UI treatment: Green confidence badge. Source visible. Suggestion shown as ready-to-send draft.

Language style: Direct, factual. 'Your order shipped on Tuesday and is expected Thursday.'

Available actions: Send. Edit and send. Skip.

Customer disclosure: Not required.

MODERATE CONFIDENCE

Backend signal: Model confidence in middle band, or multiple sources synthesized, or ambiguous customer intent

UI treatment: Amber confidence badge. Two sources visible. Suggestion shown with a 'Verify before sending' note.

Language style: Hedged. 'Based on your order history, it looks like your shipment is scheduled for Thursday. Please confirm.'

Available actions: Edit and send. Escalate. Skip.

Customer disclosure: Yes. 'Generated with AI assistance, reviewed by [Agent name].'

NEEDS VERIFICATION

Backend signal: Model confidence below threshold, refused response, no source found, or auto-escalation triggered

UI treatment: Red confidence indicator. No suggestion shown. Reason for low confidence shown in plain language.

Language style: No AI-drafted response. Agent writes from scratch.

Available actions: Write manually. Escalate. Mark for retraining.

Customer disclosure: Human-only response, no AI involvement.

09 — THE DESIGN SYSTEM

A TOKEN ARCHITECTURE FOR AI CONFIDENCE STATES.

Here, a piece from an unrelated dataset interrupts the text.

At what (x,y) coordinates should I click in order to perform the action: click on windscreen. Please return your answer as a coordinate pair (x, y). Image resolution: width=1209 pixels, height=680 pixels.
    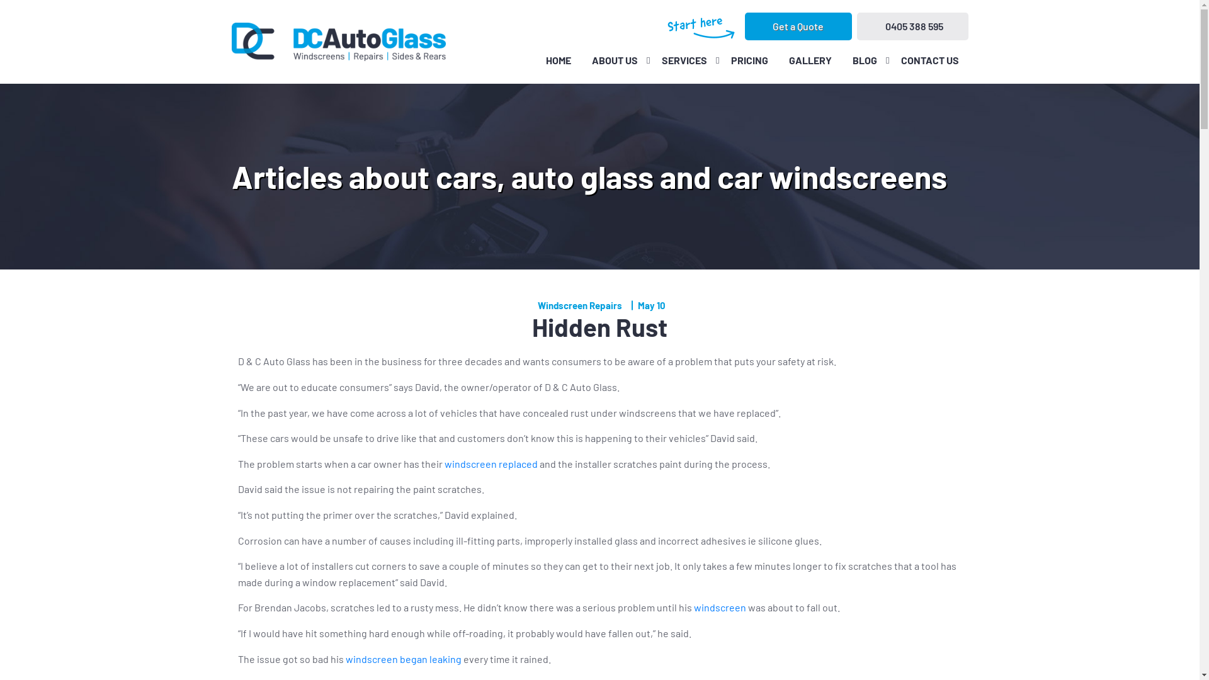
    Looking at the image, I should click on (720, 607).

A product where every screen depends on a trust signal needs token architecture that makes those signals consistent. The design system for this study uses a three-layer token model: primitive, semantic, component. Primitives never appear in components. Semantic tokens carry the confidence states. Component tokens scope to the specific UI patterns that depend on them: the suggestion card, the source citation block, the confidence badge, the escalation trigger banner.

L.01

PRIMITIVE

Raw values, never used directly in components.

color-green-500: #16A34A
color-amber-500: #F59E0B
color-red-500: #DC2626
space-3: 12px
font-size-sm: 13px

L.02

SEMANTIC

Intent-based aliases for AI states. Components reference these.

color-confidence-high
color-confidence-moderate
color-confidence-low
color-source-citation
color-escalation-banner

L.03

COMPONENT

Scoped to specific AI patterns.

color-suggestion-card-border-high
color-suggestion-card-border-moderate
color-confidence-badge-text
space-source-citation-inline

10 — WHAT COMES NEXT

  • The next step is moderated research with support agents who currently use a copilot product like Intercom, Zendesk, or Assembled. Test the three-confidence-state pattern, the edit-first interaction, and the inline source citation. Comparing measured acceptance rates against self-reported trust tells us whether the gradient maps to how agents actually decide.
  • A working prototype of the suggestion card with the trust gradient, wired to a real LLM with controlled confidence scoring. Two weeks of parallel use against an existing copilot product, with suggestion acceptance rate, edit rate, escalation rate, and CSAT measured side by side. That data sharpens which confidence thresholds actually hold up in production.
  • Deeper work on the supervisor dashboard. The supervisor role got a thinner treatment than the agent role. The QA workflow for AI-assisted responses, especially catching hallucinations before they ship, deserves its own exploration in a follow-up.